>Yes, it was this list. The solution should be to create a new "Turkish
>dotted i" character, distinct from the ASCII i, that can then have its
>own behaviour. Whether this will ever happen is, of course, another
>matter.
Very unlikely as I see it. It would also require au uppercase dotless I
distinct from the ASCII I.
> > Another issue is with character classes ranges. You would think
> that [a-k] and
> > [x-z] are well defined for latin scripts but that's not the case.
>
>They are certainly well defined, being equivalent to [\x61-\x6b] and
>[\x78-\x7a], that is, related to code order, not cultural sorting order.
Sorry, bad wording on my side. I should have said "have the same
meaning for all latin scripts from a user's point of view".
>However, given that different languages have different sorting orders,
>how would you expect to process a document that contains more than one
>language, for example, both English and Lithuanian? At least Unicode
>allows you to encode all the necessary characters of multiple languages.
Close to impossible. Even using Unicode and even using UCA (the Unicode
collation algorithm). That needs a brain.
> > Would a more compact way be possible, for instance something like
> > \p{Cyrillic|Greek} for OR, \p{Devanagari+Nd} for AND and inner
> parenthesis for
> > more complex conditions like \p{Lu+(Cyrillic|Greek)}?
>
>As far as I know, Perl doesn't have anything like this. Do any other
>regex engines?
I sincerely have no idea, but probably not. I just thought it was the
missing stone on top of UCP, which is already by itself a formidable
step forward for users manipulating non-english text.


REQUIRED WORK>
Transcribe exactly, and only, the lines from the one with "Describe the element" through the end of the records below, including both of those lines. Skip all pictures.

(Excerpts from a dataset)
%%

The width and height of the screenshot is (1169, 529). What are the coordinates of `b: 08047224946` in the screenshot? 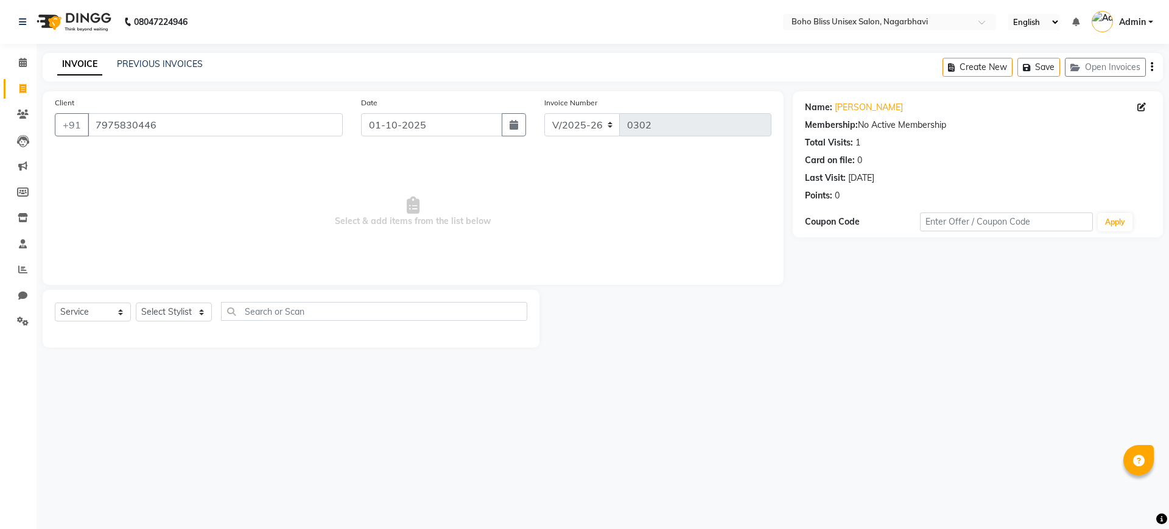 It's located at (161, 22).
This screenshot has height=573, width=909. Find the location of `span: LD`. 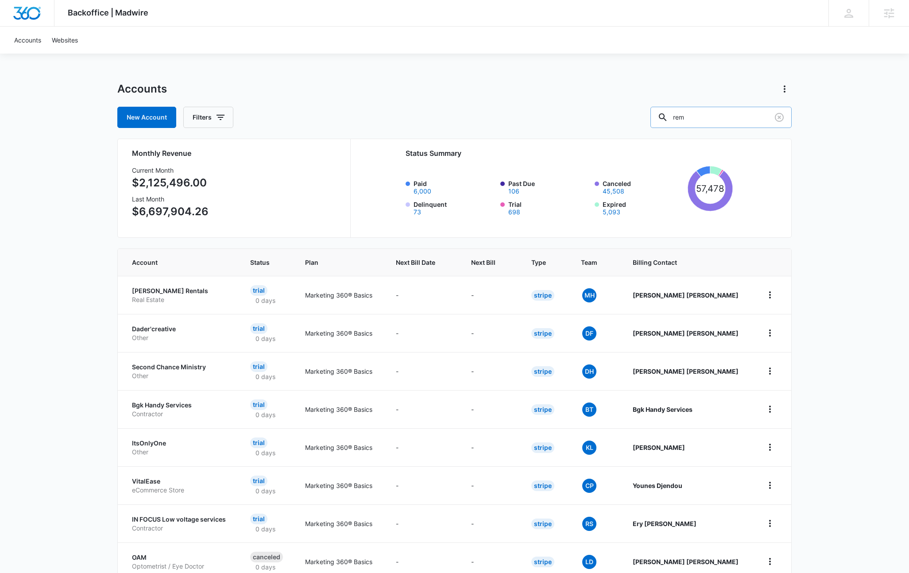

span: LD is located at coordinates (589, 562).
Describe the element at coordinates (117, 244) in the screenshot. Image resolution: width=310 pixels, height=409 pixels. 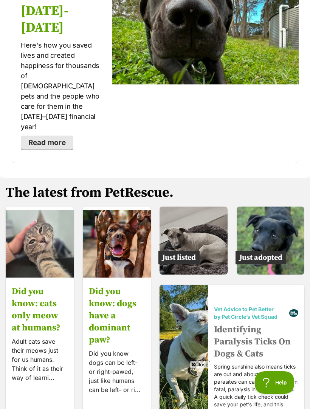
I see `img: Did you know: dogs have a dominant paw?` at that location.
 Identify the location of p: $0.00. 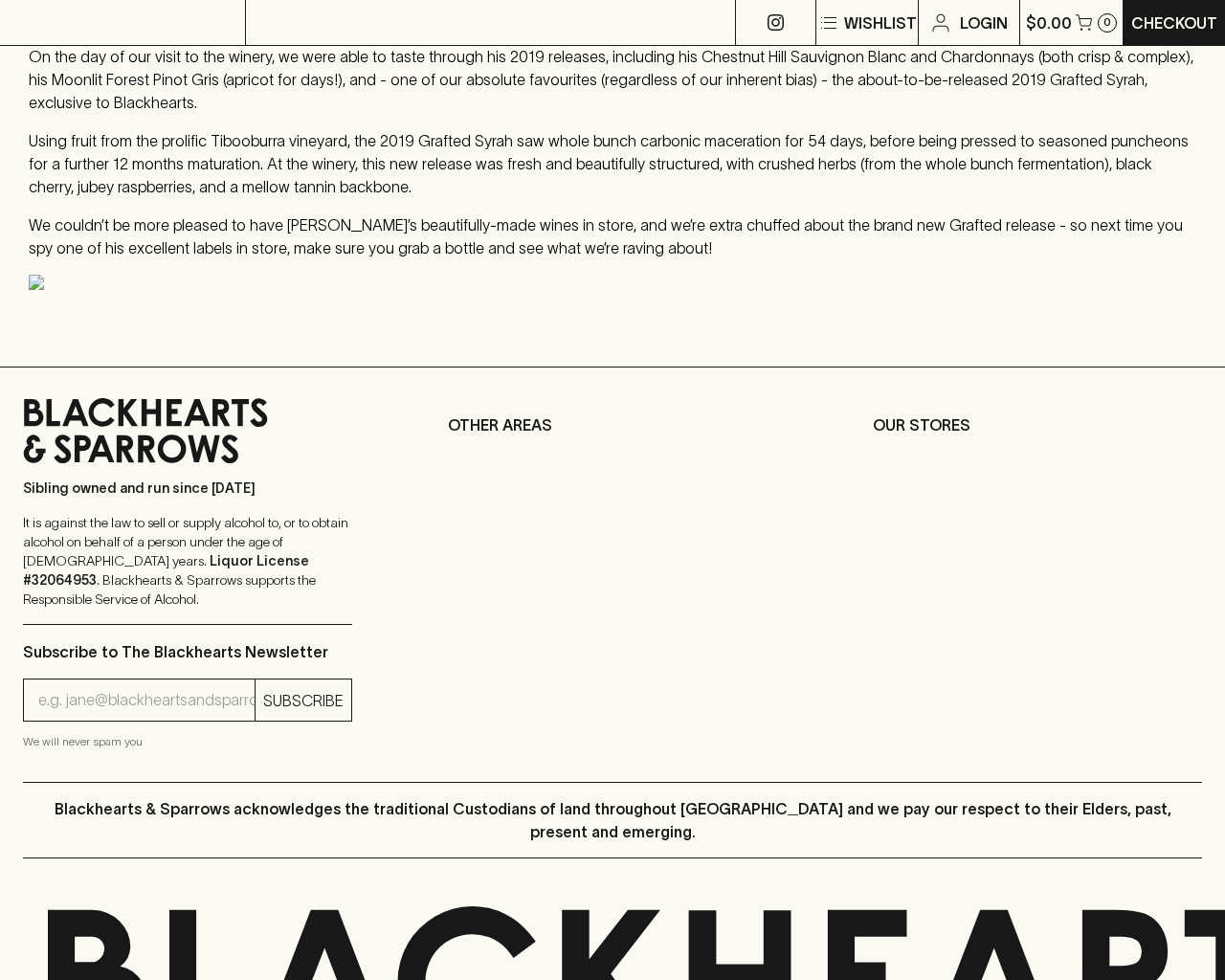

%%

REPLY>
Describe the element at coordinates (117, 244) in the screenshot. Image resolution: width=310 pixels, height=409 pixels. 
I see `img: Did you know: dogs have a dominant paw?` at that location.
 Identify the location of p: $0.00. 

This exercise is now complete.